When our fathers with mighty endeavor
The madness of war engulfed Able Company, one of the first companies to hit Omaha Beach on D-Day, 1944. "All order has vanished from Able Company before it has fired a shot," wrote S.L.A. Marshall. "Already the sea runs red By the end of one half hour, approximately two thirds of the company is forever gone." Would the carnage endured by the heroes of Able Company be rewarded with ultimate victory?
Proclaimed as they marched to the fray
The men and women streamed down U.S. Highway 80 from Selma to Montgomery, Alabama. Harassed, cursed, assaulted, these freedom marchers would remind Americans that freedom is race-blind. "We must come to see that the end we seek is a society at peace with itself, a society that can live with its conscience," Martin Luther King Jr. stated on the steps of the state capitol building in Montgomery, Alabama. "That will not be the day of the white man, not of the black man. That will be the day of man as man." It was March 25, 1965.
That by their might and by their right
"[F]reedom is the non-negotiable right of every man, woman, and child," President George W. Bush recently stated. "[T]he path to lasting peace in our world is liberty." So too thought the signers of the Declaration of Independence: "We hold these truths to be self-evident, that all men are created equal, that they are endowed by their Creator with certain unalienable Rights, that among these are Life, Liberty and the pursuit of Happiness." Liberty is the fundamental human right. But how best can we ensure its continued ascent? We can begin by stamping the flag of liberty -- the American flag -- on our hearts and the hearts of our children.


#### AIM OF THE TASK:
Copy every line in the records below that contains the word "französische".
DATA EXCERPTS START
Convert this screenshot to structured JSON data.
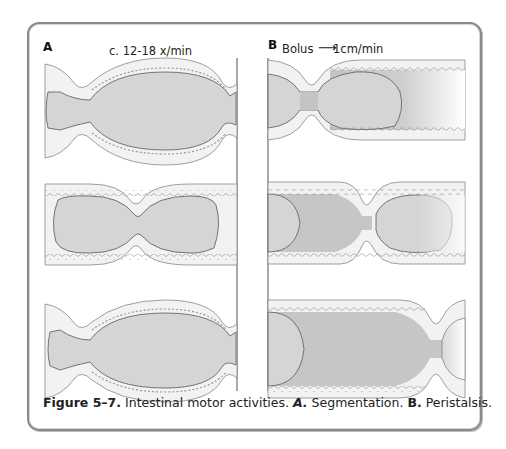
{
  "figure": {
    "panel_a": {
      "label": "A",
      "annotation": "c. 12-18 x/min",
      "title": "Segmentation"
    },
    "panel_b": {
      "label": "B",
      "annotation_left": "Bolus",
      "arrow": "⟶",
      "annotation_right": "1cm/min",
      "title": "Peristalsis"
    },
    "caption": {
      "number": "Figure 5–7.",
      "text": " Intestinal motor activities. ",
      "a_label": "A.",
      "a_text": " Segmentation. ",
      "b_label": "B.",
      "b_text": " Peristalsis."
    },
    "colors": {
      "frame": "#8a8a8a",
      "wall_fill": "#f1f1f1",
      "lumen_fill": "#d6d6d6",
      "contraction_fill": "#c4c4c4",
      "outline": "#777777"
    }
  }
}
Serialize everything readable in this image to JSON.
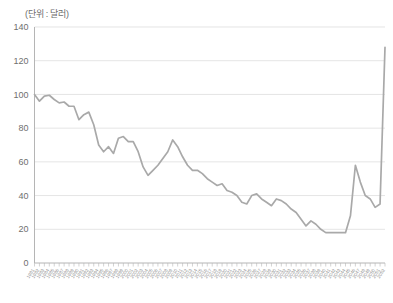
{
  "chart_data": {
    "type": "line",
    "title": "",
    "subtitle": "",
    "unit_label": "(단위 : 달러)",
    "xlabel": "",
    "ylabel": "",
    "ylim": [
      0,
      140
    ],
    "ytick_labels": [
      "0",
      "20",
      "40",
      "60",
      "80",
      "100",
      "120",
      "140"
    ],
    "ytick_values": [
      0,
      20,
      40,
      60,
      80,
      100,
      120,
      140
    ],
    "grid": true,
    "legend": "none",
    "series": [
      {
        "name": "price",
        "color": "#a9a9a9",
        "x": [
          "1981",
          "1982",
          "1983",
          "1984",
          "1985",
          "1986",
          "1987",
          "1988",
          "1989",
          "1990",
          "1991",
          "1992",
          "1993",
          "1994",
          "1995",
          "1996",
          "1997",
          "1998",
          "1999",
          "2000",
          "2001",
          "2002",
          "2003",
          "2004",
          "2005",
          "2006",
          "2007",
          "2008",
          "2009",
          "2010",
          "2011",
          "2012",
          "2013",
          "2014",
          "2015",
          "2016",
          "2017",
          "2018",
          "2019",
          "2020",
          "2021",
          "2022",
          "2023",
          "2024",
          "2025",
          "2026",
          "2027",
          "2028",
          "2029",
          "2030",
          "2031",
          "2032",
          "2033",
          "2034",
          "2035",
          "2036",
          "2037",
          "2038",
          "2039",
          "2040",
          "2041",
          "2042",
          "2043",
          "2044",
          "2045",
          "2046",
          "2047",
          "2048",
          "2049",
          "2050",
          "2051",
          "2052"
        ],
        "x_tick_labels": [
          "1981",
          "1982",
          "1983",
          "1984",
          "1985",
          "1986",
          "1987",
          "1988",
          "1989",
          "1990",
          "1991",
          "1992",
          "1993",
          "1994",
          "1995",
          "1996",
          "1997",
          "1998",
          "1999",
          "2000",
          "2001",
          "2002",
          "2003",
          "2004",
          "2005",
          "2006",
          "2007",
          "2008",
          "2009",
          "2010",
          "2011",
          "2012",
          "2013",
          "2014",
          "2015",
          "2016",
          "2017",
          "2018",
          "2019",
          "2020",
          "2021",
          "2022",
          "2023",
          "2024",
          "2025",
          "2026",
          "2027",
          "2028",
          "2029",
          "2030",
          "2031",
          "2032",
          "2033",
          "2034",
          "2035",
          "2036",
          "2037",
          "2038",
          "2039",
          "2040",
          "2041",
          "2042",
          "2043",
          "2044",
          "2045",
          "2046",
          "2047",
          "2048",
          "2049",
          "2050",
          "2051",
          "2052"
        ],
        "values": [
          100,
          96,
          99,
          99.5,
          97,
          95,
          95.5,
          93,
          93,
          85,
          88,
          89.5,
          82,
          70,
          66,
          69,
          65,
          74,
          75,
          72,
          72,
          66,
          57,
          52,
          55,
          58,
          62,
          66,
          73,
          69,
          63,
          58,
          55,
          55,
          53,
          50,
          48,
          46,
          47,
          43,
          42,
          40,
          36,
          35,
          40,
          41,
          38,
          36,
          34,
          38,
          37,
          35,
          32,
          30,
          26,
          22,
          25,
          23,
          20,
          18,
          18,
          18,
          18,
          18,
          28,
          58,
          48,
          40,
          38,
          33,
          35,
          128
        ]
      }
    ]
  }
}
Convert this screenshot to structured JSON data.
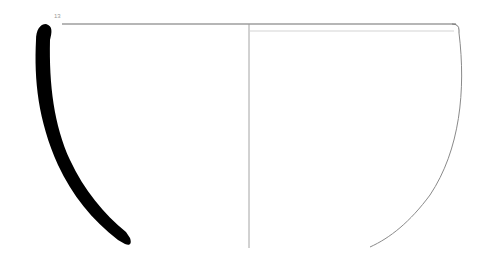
{
  "figure": {
    "type": "pottery-profile-drawing",
    "number_label": "13",
    "colors": {
      "section_fill": "#000000",
      "outline": "#8a8a8a",
      "rim_line": "#6f6f6f",
      "background": "#ffffff"
    }
  }
}
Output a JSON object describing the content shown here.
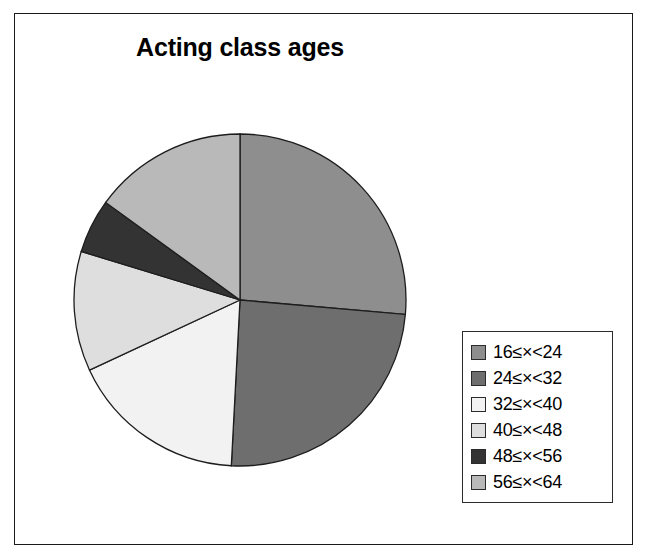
{
  "chart_data": {
    "type": "pie",
    "title": "Acting class ages",
    "xlabel": "",
    "ylabel": "",
    "legend_position": "right",
    "grid": false,
    "start_angle_deg": 0,
    "direction": "clockwise",
    "categories": [
      "16≤×<24",
      "24≤×<32",
      "32≤×<40",
      "40≤×<48",
      "48≤×<56",
      "56≤×<64"
    ],
    "values": [
      95,
      88,
      62,
      42,
      19,
      54
    ],
    "value_unit": "degrees",
    "colors": [
      "#8e8e8e",
      "#6e6e6e",
      "#f2f2f2",
      "#dedede",
      "#333333",
      "#b9b9b9"
    ]
  },
  "figure": {
    "title": "Acting class ages"
  },
  "legend": {
    "items": [
      {
        "label": "16≤×<24",
        "color": "#8e8e8e"
      },
      {
        "label": "24≤×<32",
        "color": "#6e6e6e"
      },
      {
        "label": "32≤×<40",
        "color": "#f2f2f2"
      },
      {
        "label": "40≤×<48",
        "color": "#dedede"
      },
      {
        "label": "48≤×<56",
        "color": "#333333"
      },
      {
        "label": "56≤×<64",
        "color": "#b9b9b9"
      }
    ]
  }
}
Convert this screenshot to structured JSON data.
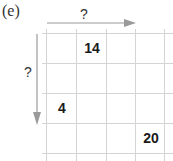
{
  "label": "(e)",
  "axis_labels": {
    "horizontal": "?",
    "vertical": "?"
  },
  "grid": {
    "rows": 4,
    "cols": 4,
    "cells": [
      {
        "row": 0,
        "col": 1,
        "value": "14"
      },
      {
        "row": 2,
        "col": 0,
        "value": "4"
      },
      {
        "row": 3,
        "col": 3,
        "value": "20"
      }
    ]
  },
  "colors": {
    "grid": "#d4d4d4",
    "arrow": "#9a9a9a",
    "text": "#1a1a1a"
  }
}
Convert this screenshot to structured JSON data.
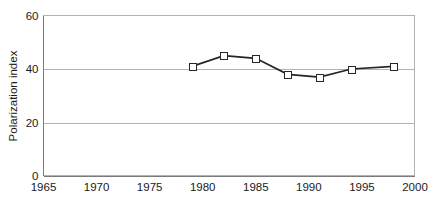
{
  "chart_data": {
    "type": "line",
    "title": "",
    "xlabel": "",
    "ylabel": "Polarization index",
    "xlim": [
      1965,
      2000
    ],
    "ylim": [
      0,
      60
    ],
    "xticks": [
      1965,
      1970,
      1975,
      1980,
      1985,
      1990,
      1995,
      2000
    ],
    "xtick_labels": [
      "1965",
      "1970",
      "1975",
      "1980",
      "1985",
      "1990",
      "1995",
      "2000"
    ],
    "yticks": [
      0,
      20,
      40,
      60
    ],
    "ytick_labels": [
      "0",
      "20",
      "40",
      "60"
    ],
    "grid": "horizontal",
    "legend": "none",
    "series": [
      {
        "name": "Polarization index",
        "marker": "open-square",
        "line_color": "#262626",
        "marker_fill": "#ffffff",
        "marker_edge_color": "#262626",
        "x": [
          1979,
          1982,
          1985,
          1988,
          1991,
          1994,
          1998
        ],
        "values": [
          41,
          45,
          44,
          38,
          37,
          40,
          41
        ]
      }
    ]
  },
  "style": {
    "background": "#ffffff",
    "grid_color": "#b3b3b3",
    "axis_color": "#7a7a7a",
    "text_color": "#1a1a1a"
  }
}
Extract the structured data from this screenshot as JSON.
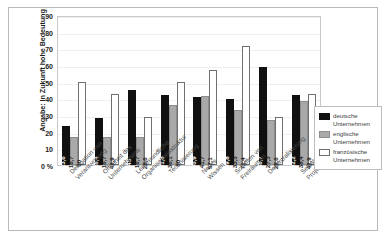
{
  "chart_data": {
    "type": "bar",
    "title": "",
    "xlabel": "",
    "ylabel": "Angabe: In Zukunft hohe Bedeutung",
    "ylim": [
      0,
      90
    ],
    "yticks": [
      "0 %",
      "10",
      "20",
      "30",
      "40",
      "50",
      "60",
      "70",
      "80",
      "90"
    ],
    "grid": true,
    "legend_position": "right",
    "categories": [
      "Delegation von Verantwortung",
      "Offenheit des Unternehmens",
      "Lernfreundliche Organisationsstruktur",
      "Technisierung",
      "Neues Wissen",
      "Schaffen von Freiräumen",
      "Dezentralisierung",
      "Selbstorganisierende Projektgruppen"
    ],
    "series": [
      {
        "name": "deutsche Unternehmen",
        "color": "#101010",
        "values": [
          23.6,
          28.4,
          45,
          41.8,
          40.9,
          39.8,
          58.7,
          42.2
        ],
        "labels": [
          "23,6",
          "28,4",
          "45",
          "41,8",
          "40,9",
          "39,8",
          "58,7",
          "42,2"
        ]
      },
      {
        "name": "englische Unternehmen",
        "color": "#a9a9a9",
        "values": [
          16.7,
          16.7,
          16.7,
          36.1,
          41.7,
          33.3,
          27.3,
          38.4
        ],
        "labels": [
          "16,7",
          "16,7",
          "16,7",
          "36,1",
          "41,7",
          "33,3",
          "27,3",
          "38,4"
        ]
      },
      {
        "name": "französische Unternehmen",
        "color": "#ffffff",
        "values": [
          50,
          42.9,
          28.6,
          50,
          57.1,
          71.4,
          28.6,
          42.9
        ],
        "labels": [
          "50",
          "42,9",
          "28,6",
          "50",
          "57,1",
          "71,4",
          "28,6",
          "42,9"
        ]
      }
    ]
  },
  "legend": {
    "items": [
      {
        "label": "deutsche Unternehmen"
      },
      {
        "label": "englische Unternehmen"
      },
      {
        "label": "französische Unternehmen"
      }
    ]
  }
}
DATA EXCERPTS END
#### RESULT OF THIS TASK:
        "name": "französische Unternehmen",
        "label": "französische Unternehmen"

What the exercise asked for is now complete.